Changes_in_Prime-time

Harvey Nagler - Vice President, CBS News, Radio

The definition of prime-time has changed because previously, we would say prime-time was at certain particular hours. Now we no longer set what prime-time is, now the individual decides what they want to watch, when they want to watch, where they want to watch.

Robin Sloan - Vice President of Strategy, Link TV

And one of the things that we've found is that their viewing habits, their media consumption habits on TV and on the Internet are nothing like anything that we have grown to assume over the years. There is no prime–time anymore. It's not that people are sitting down in front of their TV at 8:00 to sort of see what's on. Instead they're consuming media over the course of the entire day. They're online all day, whether it's in their dorm room or at their office.

Terry Curtis - Communication Design, California State University, Chico

The programming that is on prime-time, first of all, a bunch of it is also available on Web sites, in order to accommodate the fact that there are lots of people who just won't watch prime-time TV, so if you want to reach them you have to go somewhere else, and they are very different kind of programming than they used to be.  The whole concept that we are moving away from series shot on location and dramatic series to game shows and talk shows in, during prime time indicates that the budgets are not there, the audience is not there.

Harvey Nagler

The world has changed markedly in the last number of years. It is no longer the journalist or the media company that sets the agenda for when people will get their news.

Jeff Goodby - Co-Chairman, Goodby, Silverstein & Partners

Everything can be time-shifted now.  So you can watch prime-time whenever you want.  And that's bad news for the advertising business, obviously, because what that means is that people are watching everything in fast-forward and deciding what they want to see.  And that includes the commercials. In fact, a lot of people are watching commercials in fast-forward now, and it's really changing the way that I think about commercials. I've watched commercials in fast-forward and I've seen, for instance, really first level things like type on commercials works really well.  When you're watching them in fast forward, you can read the type as it goes by, and it actually gives you the message without the sound on and without slowing the thing back down to speed.  So type becomes important, visual treatments become important.  A card that comes up and kind of stays there forfive or six seconds actually is readable as it goes by in fast forward.  That kind of stuff is, as I say, very first level, but I think it's important when it comes to the new world of the way that people digest things.  We're going to have to give people a way to digest things in fast forward motion at sped-up rates.  One of the things that we're doing right now with PepsiCo is we're actually making something that is just a slate that comes up and it says "Start Fast Forwarding Now" and you put that at the beginning of the commercial pod.  And it's sponsored by a particular Pepsi product.  It says "Start Fast Forwarding Now" so you fast forward through all the commercials, and then there's a thing at the end that says "Stop Fast Forwarding Now.  Your commercials have just been propelled by Propel Water."  Ok. So it actually takes advantage of time-shifters, you know, and thwarts them in a funny way.  The other advertisers that are between those two things don't like it too much, but Pepsi likes it.

Terry Curtis

That concept of holding people to Thursday night at 8 p.m. to come and get their weekly fix of whatever the program is that you've got them bought into, that's not there anymore.

Harvey Nagler

It's no secret now that news is on demand. People get news when they want to get it, not when the media companies say you should get the news.

Terry Curtis

And in fact, even TV in general is losing a big share of its audience, not just prime-time but TV in general, is losing its audience to all sort of things, things on the Web, video games, just a variety of other kinds of media content that people are more attracted to.

Robin Sloan

They get home, they're online again. They're watching TV with their laptop open, sort of bouncing between the two and looking up things that they're seeing on TV, and sometimes this will go on until two in the morning. So where's prime-time in all of that? It's really hard to say. And in some ways it's challenging because there's not a focal point anymore. It's something that's spread out over the course of the day and people are kind of dipping in and out of media as they get busy with other things. It means there's actually more opportunities to get people's attention, but it also means that eight o'clock on Thursday night is really not a big deal anymore.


▶ _Task requirements_: Although the entries contain pictures, copy only their text, exactly as written.

▶ _Data for processing_:
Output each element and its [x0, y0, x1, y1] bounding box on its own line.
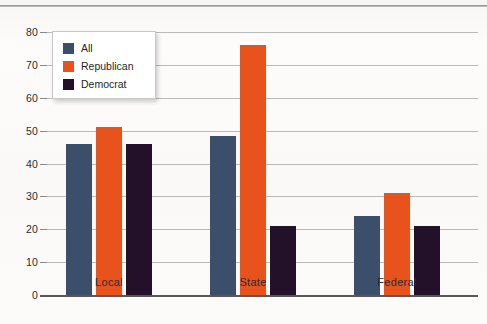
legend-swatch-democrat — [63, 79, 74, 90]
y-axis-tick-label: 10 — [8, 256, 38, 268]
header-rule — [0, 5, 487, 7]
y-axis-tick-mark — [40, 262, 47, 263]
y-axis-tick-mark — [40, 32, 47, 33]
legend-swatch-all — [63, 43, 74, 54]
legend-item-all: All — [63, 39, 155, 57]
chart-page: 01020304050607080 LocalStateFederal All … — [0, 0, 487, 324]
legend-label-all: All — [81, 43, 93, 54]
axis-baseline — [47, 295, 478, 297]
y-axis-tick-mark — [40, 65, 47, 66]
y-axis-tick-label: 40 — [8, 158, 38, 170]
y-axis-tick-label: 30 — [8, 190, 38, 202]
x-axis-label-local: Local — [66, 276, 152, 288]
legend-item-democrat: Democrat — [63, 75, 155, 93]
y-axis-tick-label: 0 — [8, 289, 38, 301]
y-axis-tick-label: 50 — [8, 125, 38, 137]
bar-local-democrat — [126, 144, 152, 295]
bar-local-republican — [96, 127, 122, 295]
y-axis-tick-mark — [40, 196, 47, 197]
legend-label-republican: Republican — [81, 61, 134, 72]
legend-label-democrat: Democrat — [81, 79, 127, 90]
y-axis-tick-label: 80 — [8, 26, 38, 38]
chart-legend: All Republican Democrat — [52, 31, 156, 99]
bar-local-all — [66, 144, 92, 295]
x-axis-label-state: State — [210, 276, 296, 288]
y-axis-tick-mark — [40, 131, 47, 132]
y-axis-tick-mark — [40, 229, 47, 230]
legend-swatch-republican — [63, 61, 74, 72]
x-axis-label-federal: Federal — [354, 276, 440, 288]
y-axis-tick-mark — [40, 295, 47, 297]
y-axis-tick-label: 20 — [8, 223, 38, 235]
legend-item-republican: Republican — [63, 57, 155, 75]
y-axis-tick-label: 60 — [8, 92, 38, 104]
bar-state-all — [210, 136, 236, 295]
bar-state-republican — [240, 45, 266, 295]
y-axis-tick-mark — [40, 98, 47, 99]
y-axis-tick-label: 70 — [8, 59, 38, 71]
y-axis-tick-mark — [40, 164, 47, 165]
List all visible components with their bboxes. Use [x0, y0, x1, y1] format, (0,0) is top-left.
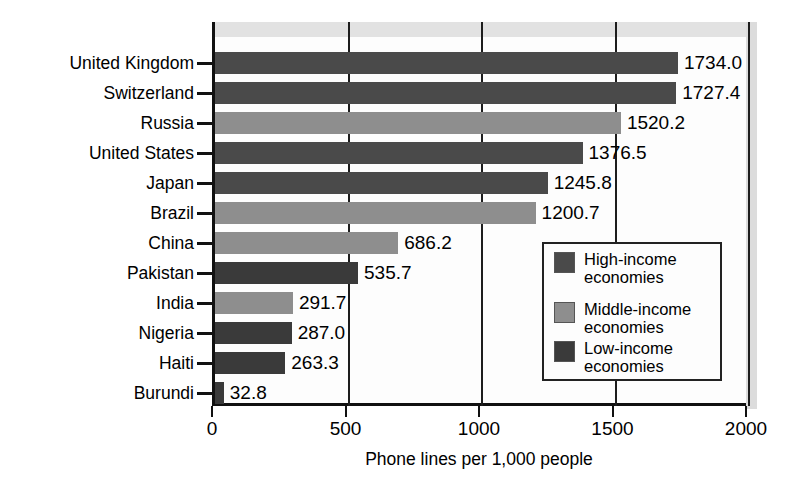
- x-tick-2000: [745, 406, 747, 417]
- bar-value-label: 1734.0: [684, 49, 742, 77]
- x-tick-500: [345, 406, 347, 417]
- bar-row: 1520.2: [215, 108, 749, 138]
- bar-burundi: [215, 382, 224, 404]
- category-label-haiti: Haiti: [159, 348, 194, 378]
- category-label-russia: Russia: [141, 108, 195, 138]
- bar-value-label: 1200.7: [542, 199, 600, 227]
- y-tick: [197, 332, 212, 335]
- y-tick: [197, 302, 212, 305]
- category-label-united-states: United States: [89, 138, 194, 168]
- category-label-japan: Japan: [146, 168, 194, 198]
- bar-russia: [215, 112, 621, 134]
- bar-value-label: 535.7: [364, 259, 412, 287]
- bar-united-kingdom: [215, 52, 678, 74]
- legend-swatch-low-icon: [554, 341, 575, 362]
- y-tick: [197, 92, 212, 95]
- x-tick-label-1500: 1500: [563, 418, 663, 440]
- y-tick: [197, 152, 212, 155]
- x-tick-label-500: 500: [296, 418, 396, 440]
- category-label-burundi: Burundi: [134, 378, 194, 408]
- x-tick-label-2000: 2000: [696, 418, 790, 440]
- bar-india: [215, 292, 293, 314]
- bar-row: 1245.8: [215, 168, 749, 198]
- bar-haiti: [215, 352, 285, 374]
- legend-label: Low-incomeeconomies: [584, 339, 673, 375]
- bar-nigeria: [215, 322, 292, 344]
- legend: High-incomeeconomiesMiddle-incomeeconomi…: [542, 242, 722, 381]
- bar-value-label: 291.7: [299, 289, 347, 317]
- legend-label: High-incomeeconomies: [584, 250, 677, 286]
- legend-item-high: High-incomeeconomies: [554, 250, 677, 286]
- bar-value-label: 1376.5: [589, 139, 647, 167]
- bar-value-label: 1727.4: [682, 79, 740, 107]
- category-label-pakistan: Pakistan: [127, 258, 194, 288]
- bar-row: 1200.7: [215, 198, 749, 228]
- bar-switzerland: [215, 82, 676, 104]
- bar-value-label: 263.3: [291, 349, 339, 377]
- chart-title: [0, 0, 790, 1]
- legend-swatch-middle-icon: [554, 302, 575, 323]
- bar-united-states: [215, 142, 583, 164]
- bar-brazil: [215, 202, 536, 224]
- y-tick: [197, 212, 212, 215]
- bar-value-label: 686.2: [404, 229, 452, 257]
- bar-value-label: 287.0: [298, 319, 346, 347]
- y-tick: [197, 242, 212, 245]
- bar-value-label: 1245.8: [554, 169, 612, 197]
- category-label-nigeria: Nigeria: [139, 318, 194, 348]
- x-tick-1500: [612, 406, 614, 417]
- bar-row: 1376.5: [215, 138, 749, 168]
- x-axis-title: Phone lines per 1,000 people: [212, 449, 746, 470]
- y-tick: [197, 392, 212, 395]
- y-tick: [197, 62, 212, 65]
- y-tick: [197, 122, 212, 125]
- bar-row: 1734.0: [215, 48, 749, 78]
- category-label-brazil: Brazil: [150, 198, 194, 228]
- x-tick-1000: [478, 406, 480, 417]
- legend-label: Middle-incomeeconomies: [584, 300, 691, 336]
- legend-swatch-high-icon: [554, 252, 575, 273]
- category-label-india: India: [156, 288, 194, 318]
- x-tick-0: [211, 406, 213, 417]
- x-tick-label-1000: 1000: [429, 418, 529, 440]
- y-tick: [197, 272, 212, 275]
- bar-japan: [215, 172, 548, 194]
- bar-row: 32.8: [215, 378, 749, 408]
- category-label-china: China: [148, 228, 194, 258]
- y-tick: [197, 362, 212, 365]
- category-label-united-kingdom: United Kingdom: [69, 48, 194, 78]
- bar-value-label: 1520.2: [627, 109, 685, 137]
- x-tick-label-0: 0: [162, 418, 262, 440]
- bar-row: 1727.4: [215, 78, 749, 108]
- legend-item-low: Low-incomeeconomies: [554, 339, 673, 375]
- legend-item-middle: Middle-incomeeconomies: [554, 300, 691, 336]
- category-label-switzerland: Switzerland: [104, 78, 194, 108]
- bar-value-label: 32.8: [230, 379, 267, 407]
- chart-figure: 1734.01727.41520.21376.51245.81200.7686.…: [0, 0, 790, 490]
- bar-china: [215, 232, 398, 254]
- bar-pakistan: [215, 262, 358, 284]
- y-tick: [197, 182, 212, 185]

▶ _Written response_:
Output each element and its [x0, y0, x1, y1] bounding box on its own line.
legend-swatch-democrat — [63, 79, 74, 90]
y-axis-tick-label: 10 — [8, 256, 38, 268]
header-rule — [0, 5, 487, 7]
y-axis-tick-mark — [40, 262, 47, 263]
y-axis-tick-mark — [40, 32, 47, 33]
legend-swatch-all — [63, 43, 74, 54]
legend-item-all: All — [63, 39, 155, 57]
chart-page: 01020304050607080 LocalStateFederal All … — [0, 0, 487, 324]
legend-label-all: All — [81, 43, 93, 54]
axis-baseline — [47, 295, 478, 297]
y-axis-tick-mark — [40, 65, 47, 66]
y-axis-tick-label: 40 — [8, 158, 38, 170]
y-axis-tick-label: 30 — [8, 190, 38, 202]
x-axis-label-local: Local — [66, 276, 152, 288]
legend-item-democrat: Democrat — [63, 75, 155, 93]
y-axis-tick-label: 0 — [8, 289, 38, 301]
y-axis-tick-label: 50 — [8, 125, 38, 137]
bar-local-democrat — [126, 144, 152, 295]
bar-local-republican — [96, 127, 122, 295]
y-axis-tick-mark — [40, 196, 47, 197]
legend-label-republican: Republican — [81, 61, 134, 72]
legend-label-democrat: Democrat — [81, 79, 127, 90]
y-axis-tick-label: 80 — [8, 26, 38, 38]
chart-legend: All Republican Democrat — [52, 31, 156, 99]
bar-local-all — [66, 144, 92, 295]
x-axis-label-state: State — [210, 276, 296, 288]
y-axis-tick-mark — [40, 131, 47, 132]
y-axis-tick-mark — [40, 229, 47, 230]
legend-swatch-republican — [63, 61, 74, 72]
x-axis-label-federal: Federal — [354, 276, 440, 288]
y-axis-tick-mark — [40, 295, 47, 297]
y-axis-tick-label: 20 — [8, 223, 38, 235]
legend-item-republican: Republican — [63, 57, 155, 75]
y-axis-tick-label: 60 — [8, 92, 38, 104]
bar-state-all — [210, 136, 236, 295]
bar-state-republican — [240, 45, 266, 295]
y-axis-tick-mark — [40, 98, 47, 99]
y-axis-tick-label: 70 — [8, 59, 38, 71]
y-axis-tick-mark — [40, 164, 47, 165]
List all visible components with their bboxes. Use [x0, y0, x1, y1] format, (0,0) is top-left.
- x-tick-2000: [745, 406, 747, 417]
- bar-value-label: 1734.0: [684, 49, 742, 77]
- x-tick-500: [345, 406, 347, 417]
- bar-row: 1520.2: [215, 108, 749, 138]
- bar-burundi: [215, 382, 224, 404]
- category-label-haiti: Haiti: [159, 348, 194, 378]
- category-label-russia: Russia: [141, 108, 195, 138]
- bar-value-label: 1200.7: [542, 199, 600, 227]
- y-tick: [197, 332, 212, 335]
- y-tick: [197, 302, 212, 305]
- category-label-united-states: United States: [89, 138, 194, 168]
- category-label-japan: Japan: [146, 168, 194, 198]
- bar-russia: [215, 112, 621, 134]
- bar-value-label: 535.7: [364, 259, 412, 287]
- bar-united-kingdom: [215, 52, 678, 74]
- legend-swatch-low-icon: [554, 341, 575, 362]
- y-tick: [197, 92, 212, 95]
- x-tick-label-1500: 1500: [563, 418, 663, 440]
- y-tick: [197, 152, 212, 155]
- x-tick-label-500: 500: [296, 418, 396, 440]
- category-label-burundi: Burundi: [134, 378, 194, 408]
- x-tick-label-2000: 2000: [696, 418, 790, 440]
- bar-india: [215, 292, 293, 314]
- bar-row: 1245.8: [215, 168, 749, 198]
- bar-haiti: [215, 352, 285, 374]
- legend-label: Low-incomeeconomies: [584, 339, 673, 375]
- bar-nigeria: [215, 322, 292, 344]
- legend: High-incomeeconomiesMiddle-incomeeconomi…: [542, 242, 722, 381]
- bar-value-label: 291.7: [299, 289, 347, 317]
- legend-label: High-incomeeconomies: [584, 250, 677, 286]
- legend-item-high: High-incomeeconomies: [554, 250, 677, 286]
- bar-value-label: 1376.5: [589, 139, 647, 167]
- bar-value-label: 1727.4: [682, 79, 740, 107]
- category-label-pakistan: Pakistan: [127, 258, 194, 288]
- bar-row: 1200.7: [215, 198, 749, 228]
- bar-switzerland: [215, 82, 676, 104]
- bar-value-label: 263.3: [291, 349, 339, 377]
- chart-title: [0, 0, 790, 1]
- legend-swatch-middle-icon: [554, 302, 575, 323]
- bar-united-states: [215, 142, 583, 164]
- bar-brazil: [215, 202, 536, 224]
- y-tick: [197, 212, 212, 215]
- bar-value-label: 686.2: [404, 229, 452, 257]
- bar-value-label: 287.0: [298, 319, 346, 347]
- y-tick: [197, 242, 212, 245]
- bar-value-label: 1245.8: [554, 169, 612, 197]
- category-label-nigeria: Nigeria: [139, 318, 194, 348]
- x-tick-1500: [612, 406, 614, 417]
- bar-row: 1376.5: [215, 138, 749, 168]
- x-axis-title: Phone lines per 1,000 people: [212, 449, 746, 470]
- y-tick: [197, 392, 212, 395]
- y-tick: [197, 62, 212, 65]
- y-tick: [197, 122, 212, 125]
- bar-row: 1734.0: [215, 48, 749, 78]
- category-label-brazil: Brazil: [150, 198, 194, 228]
- x-tick-1000: [478, 406, 480, 417]
- legend-label: Middle-incomeeconomies: [584, 300, 691, 336]
- legend-swatch-high-icon: [554, 252, 575, 273]
- category-label-india: India: [156, 288, 194, 318]
- x-tick-0: [211, 406, 213, 417]
- x-tick-label-1000: 1000: [429, 418, 529, 440]
- y-tick: [197, 272, 212, 275]
- bar-japan: [215, 172, 548, 194]
- bar-row: 32.8: [215, 378, 749, 408]
- category-label-china: China: [148, 228, 194, 258]
- y-tick: [197, 362, 212, 365]
- category-label-united-kingdom: United Kingdom: [69, 48, 194, 78]
- bar-value-label: 1520.2: [627, 109, 685, 137]
- x-tick-label-0: 0: [162, 418, 262, 440]
- bar-row: 1727.4: [215, 78, 749, 108]
- legend-item-low: Low-incomeeconomies: [554, 339, 673, 375]
- legend-item-middle: Middle-incomeeconomies: [554, 300, 691, 336]
- category-label-switzerland: Switzerland: [104, 78, 194, 108]
- bar-value-label: 32.8: [230, 379, 267, 407]
- chart-figure: 1734.01727.41520.21376.51245.81200.7686.…: [0, 0, 790, 490]
- bar-china: [215, 232, 398, 254]
- bar-pakistan: [215, 262, 358, 284]
- y-tick: [197, 182, 212, 185]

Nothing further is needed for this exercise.